Back in March, International Business Machines (IBM -0.35%) and Salesforce (CRM -0.39%) announced a strategic partnership that would combine the power of both companies' artificial intelligence (AI) platforms. It was a landmark business move that could help accelerate the use of AI across every aspect of our lives, as well as benefit both companies. Yet since that announcement, the two stocks have been on diverging courses.

IBM Chart

Data source: YCharts.

Watson & Einstein

IBM's Watson is a cognitive learning system, basically a computer that imitates the human brain in how it learns from and interacts with data. The adaptive ability of Watson lends itself to virtually any business task, and IBM has applied it to a wide array of industries from tax preparation to the management of elevators and escalators. 

An illustration of the human brain made up of electrical connections.

Image source: IBM.

The company is constantly pairing Watson up with new business clients. Speaking to the need for continuous work in this regard, IBM CFO Martin Schroeter had this to say during the first-quarter 2017 earnings call in April [transcript via Seeking Alpha]: "We've been very clear that to be successful with enterprise clients and to solve real problems, you need to bring together cognitive solutions on cloud platforms and create industry specific solutions. And so we've been focused on building a cognitive and cloud platform, and massing the best industry skills and capabilities, all while maintaining our focus on delivering higher value solutions."

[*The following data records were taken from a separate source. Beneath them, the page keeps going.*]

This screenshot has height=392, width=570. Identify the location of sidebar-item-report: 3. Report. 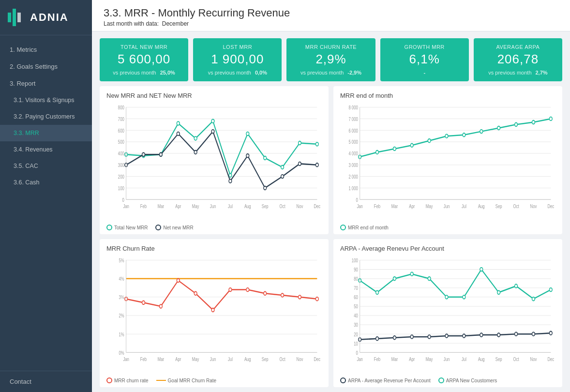
(46, 83).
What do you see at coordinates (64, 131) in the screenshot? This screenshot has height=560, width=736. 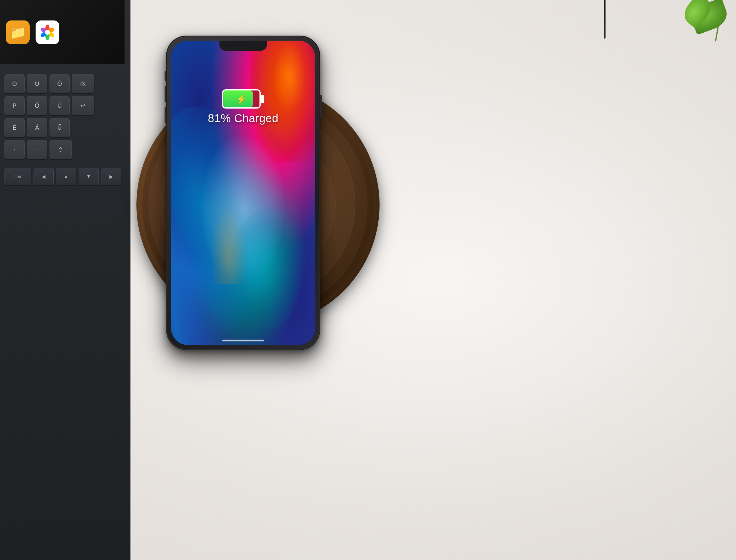 I see `keyboard-keys-area: Ö Ü Ó ⌫ P Ő Ú ↵ É Á Ű · – ⇧ tion ◀ ▲` at bounding box center [64, 131].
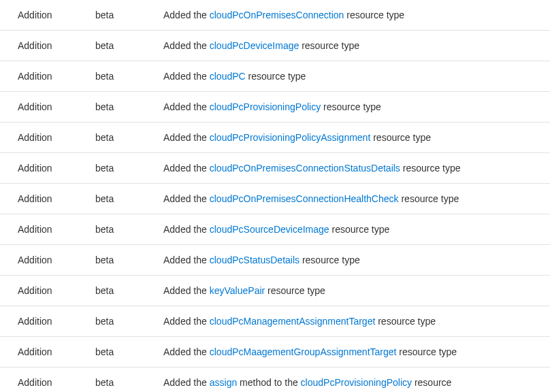  What do you see at coordinates (304, 199) in the screenshot?
I see `resource-link: cloudPcOnPremisesConnectionHealthCheck` at bounding box center [304, 199].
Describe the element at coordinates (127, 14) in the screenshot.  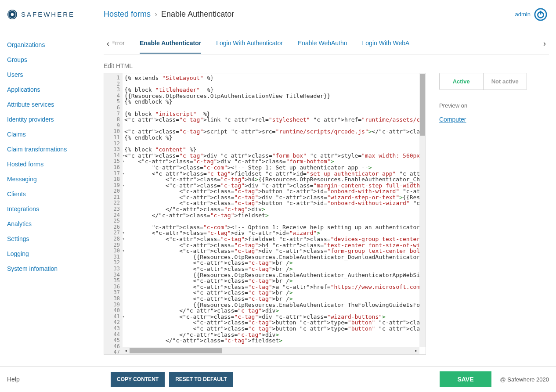
I see `breadcrumb-parent: Hosted forms` at that location.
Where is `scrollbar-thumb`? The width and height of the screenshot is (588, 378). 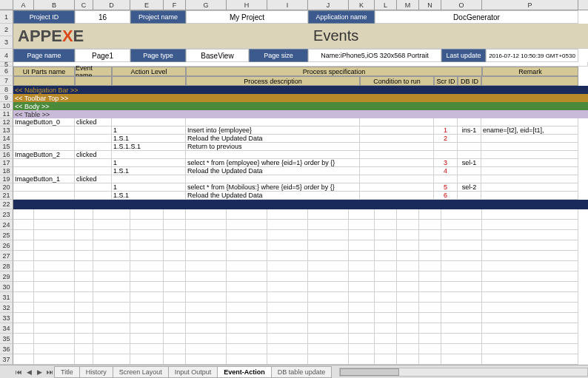 scrollbar-thumb is located at coordinates (370, 372).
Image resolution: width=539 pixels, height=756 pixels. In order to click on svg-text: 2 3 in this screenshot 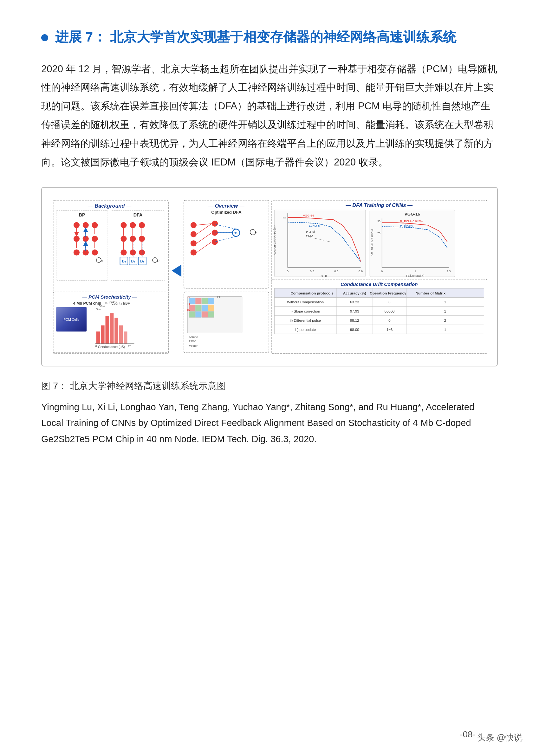, I will do `click(449, 271)`.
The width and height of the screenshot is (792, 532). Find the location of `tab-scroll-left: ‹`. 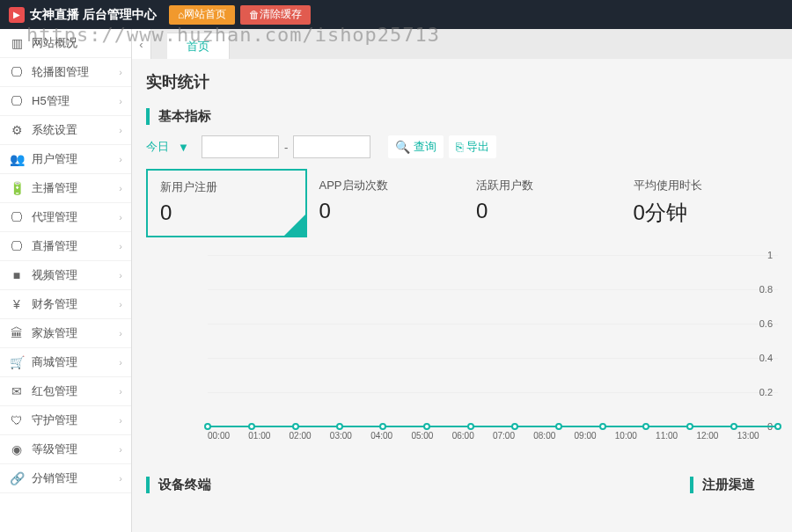

tab-scroll-left: ‹ is located at coordinates (142, 44).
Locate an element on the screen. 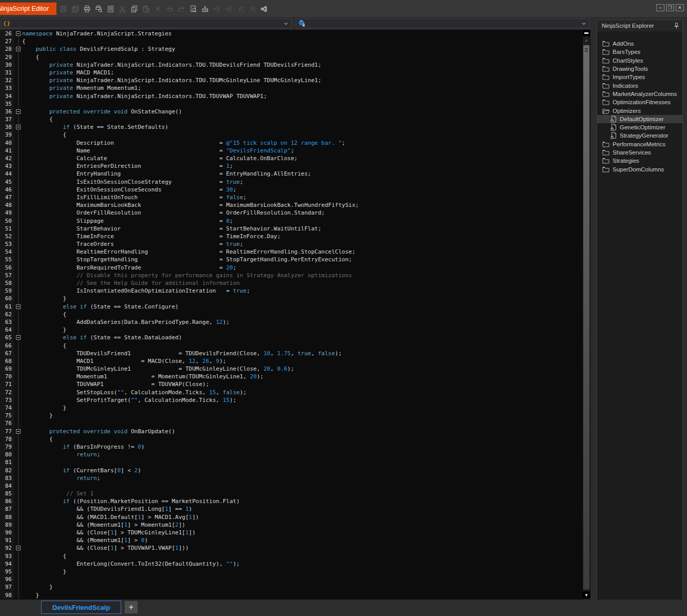  visual-studio-icon is located at coordinates (264, 9).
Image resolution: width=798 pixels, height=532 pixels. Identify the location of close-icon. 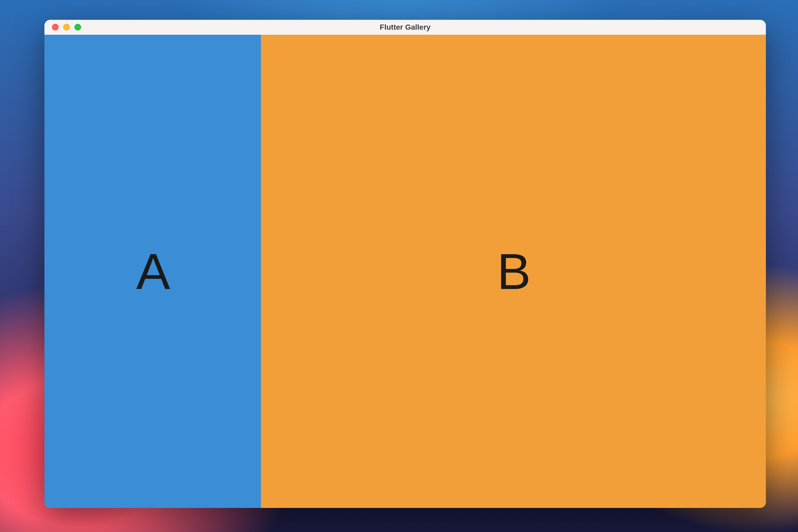
(55, 27).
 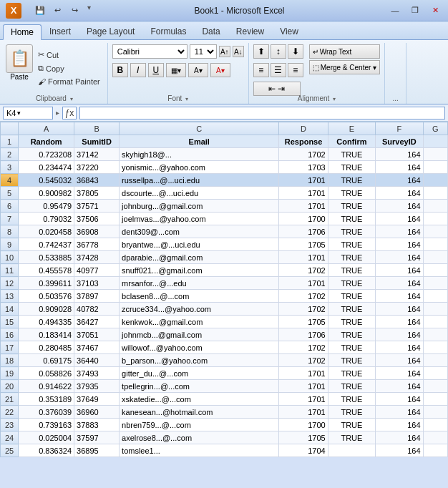 What do you see at coordinates (10, 296) in the screenshot?
I see `row-header-13: 13` at bounding box center [10, 296].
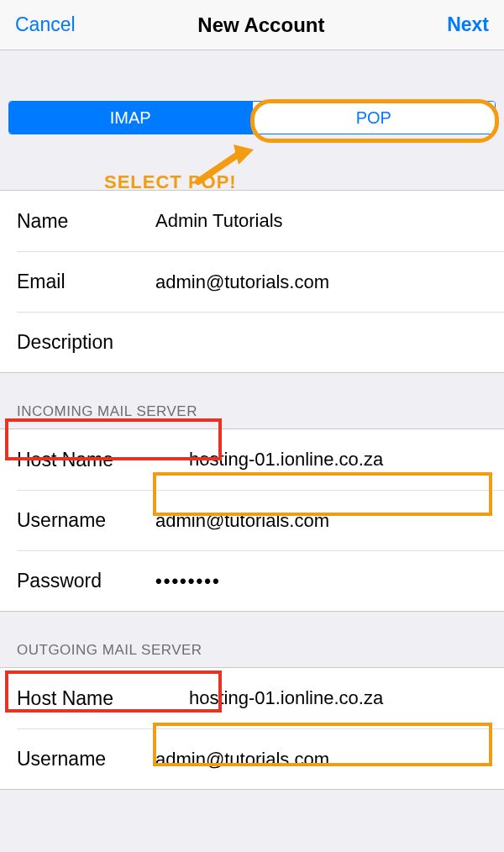 The height and width of the screenshot is (852, 504). I want to click on incoming-host-label: Host Name, so click(86, 460).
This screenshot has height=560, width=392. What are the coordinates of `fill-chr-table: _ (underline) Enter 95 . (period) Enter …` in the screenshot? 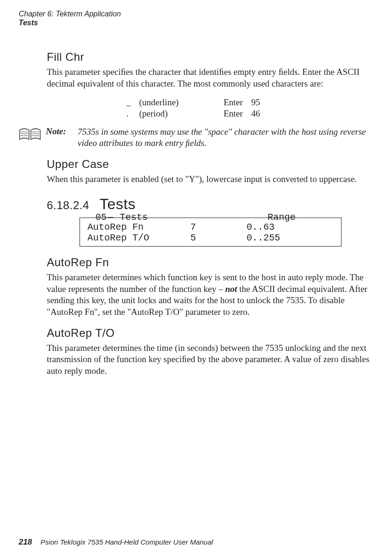 It's located at (193, 108).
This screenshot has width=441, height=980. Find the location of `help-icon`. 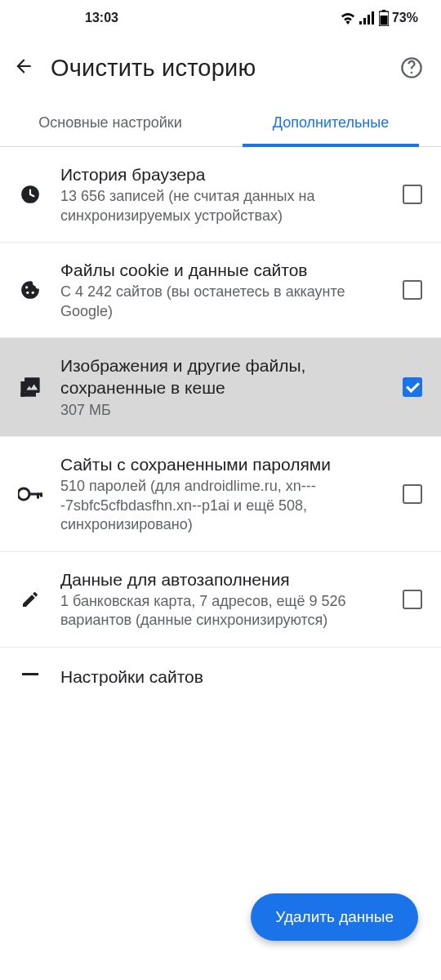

This is where the new partnership with Salesforce and its Einstein AI platform fits in. Where Watson is designed to be an assistant for multiple areas of discipline, Einstein focuses specifically on delivering insight on customers and prospective customers to sales and service teams. The new cooperation is another feather in the hat of IBM, and opens up new software capabilities for users of Salesforce's suite of services.

The Salesforce advantage

IBM has been investing in new services, including Watson and other cognitive computing tools, with great success. During the first quarter, the company reported strong results across all of its growth strategies.

Business Segment Revenue Growth (YOY)
Cloud 33%
Analytics 6%
Mobile 20%
Security 9%

Chart by author. Data source: IBM Q1 2017 earnings.

In spite of those growth initiatives, IBM finds itself being held back by a legacy business that is in decline. Overall revenue was down 2.8% during the quarter, and profits were down 11%.

By contrast, Salesforce's business is solely focused on customer relationship management (CRM) and related software. Overall revenue rose 25% last quarter, driven by the company's practice of heavy investment in growth. Profits are thin, but revenue has been increasing double digits for years.

CRM Revenue (TTM) Chart

Data source: YCharts.

Salesforce has been able to grow its business through numerous acquisitions and internal developments, and AI represents its next big push as it helps users of its software be more efficient and gain insight into customer thinking and behavior.

A win-win situation, but one wins bigger

IBM's venture into AI has been a success, and Watson is becoming a well-known name. However, with Watson and other investments only offsetting losses elsewhere, it looks like IBM needs Salesforce more than Salesforce needs IBM.

Salesforce also needs ways to keep its impressive growth machine churning, but it has the benefit of being a smaller and newer company. While IBM tries to reimagine itself in a world that has drastically changed from when it started, Salesforce is eating the lunch of other software companies.

The winner in the AI for business insight battle? Salesforce.